This blog tracks aging and disability news. Legislative information is provided via GovTrack.us.
In the right sidebar and at the page bottom, bills in the categories of Aging, Disability, Medicare, Medicaid, and Social Security are tracked.
Clicking on the bill title will connect to GovTrack updated bill status.
Thursday, September 25, 2008
Hard Times
from Asclepios - Weekly Medicare Consumer Advocacy Update from Medicare Rights Center
People, just like banks and insurance companies, sometimes fall on hard times. Sometimes, when the hardship is severe and not of the person’s own doing, we as a society decide, that the government should help out. (Banks and insurance companies get to play by different rules.)
For example, people who are hit with an illness or injury that is severely and permanently disabling can qualify for Social Security Disability Insurance (SSDI) payments and, eventually, health coverage through Medicare. Working people all pay into these social insurance programs so that we have health coverage and economic security in the event we become disabled and cannot work. But the health coverage through Medicare does not kick in when we need it most.
People with disabilities must wait two years from the day they receive their first SSDI check to receive Medicare benefits. There are currently about 1.5 million people in the two-year waiting period.
The poorest receive comprehensive coverage through Medicaid. However, as tax revenues decline in tough economic times, states are often forced to tighten Medicaid eligibility, potentially denying health coverage to people with disabilities.
About one quarter—375,000 people with disabilities—are without insurance for the entire waiting period. For many, that means going without care, going into debt or both.
Many of the rest—about half of older SSDI recipients—receive coverage through their former employer under the COBRA program. For the first 18 months, they pay 102 percent of the total premium, including the portion their employer used to pay. For the next 11 months, the monthly premium goes up to 150 percent of the total cost.
The average annual premium under employer plans is now $12,680 for a family, $4,704 for an individual. 150 percent of $4,704 is $7,056, or $588 per month, tough to pay when the average SSDI check is about $1,000. Besides the premium, many employer plans now carry hefty deductibles—more than one-third of employees in small firms have deductibles greater than $1,000—and many do not cover all the services that people with disabilities need. In short, even people in the waiting period who have coverage still cannot afford health care.

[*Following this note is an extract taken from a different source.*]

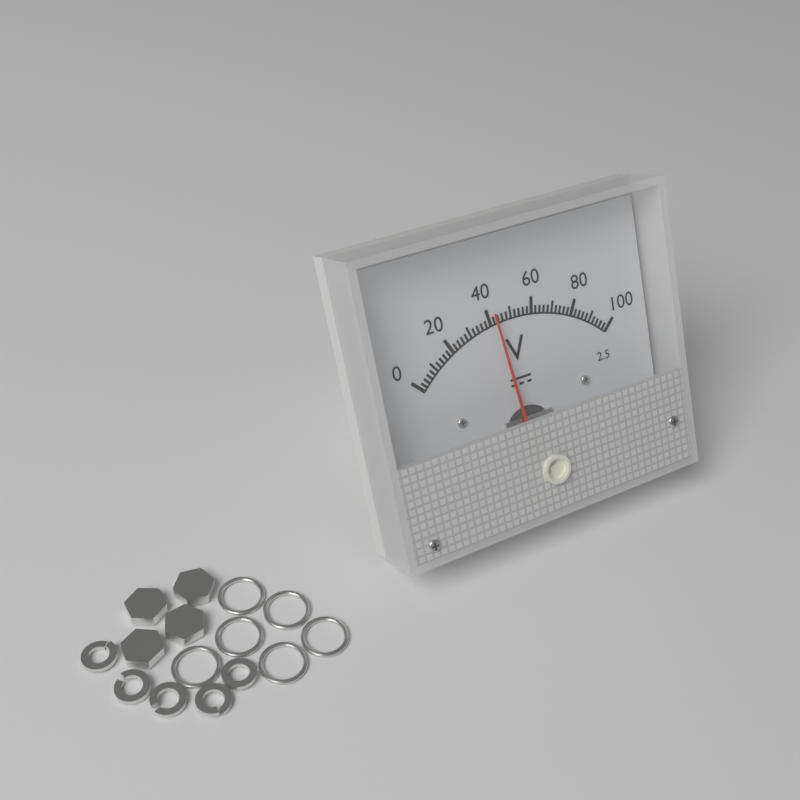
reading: 42 V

But how can we afford to spend billions on health coverage for people with disabilities when we just spent over $1 trillion bailing out financial institutions that made stupid and risky investments with borrowed money?
That is a very strange, some would say, backwards, question. The fact that we are even asking this question indicates the skewed priorities in Washington.
Most lawmakers from both parties in Washington agree that we “have to” bail out Wall Street to prevent the economy from imploding. They disagree mostly over whether taxpayers can recoup some of their money from the companies we bail out, once they start turning a profit again.
But only 23 senators have signed on to S. 2102, “Ending the Medicare Disability Waiting Period Act of 2007.” Senator Barack Obama, Democrat of Illinois, is among the cosponsors. Senator John McCain, Republican of Arizona, is not.
Only 98 of the 435 members of the House of Representatives have signed on to HR 154, the House version of the bill.
We need to work now so that next year Congress and the new President make it a priority to end the two-year wait for Medicare for people with disabilities. Urge your senators and representatives to cosponsor the “Ending the Medicare Disability Waiting Period Act of 2007.” Tell the story of your experience waiting for Medicare coverage or join the Medicare Rights Center’s effort to end the wait.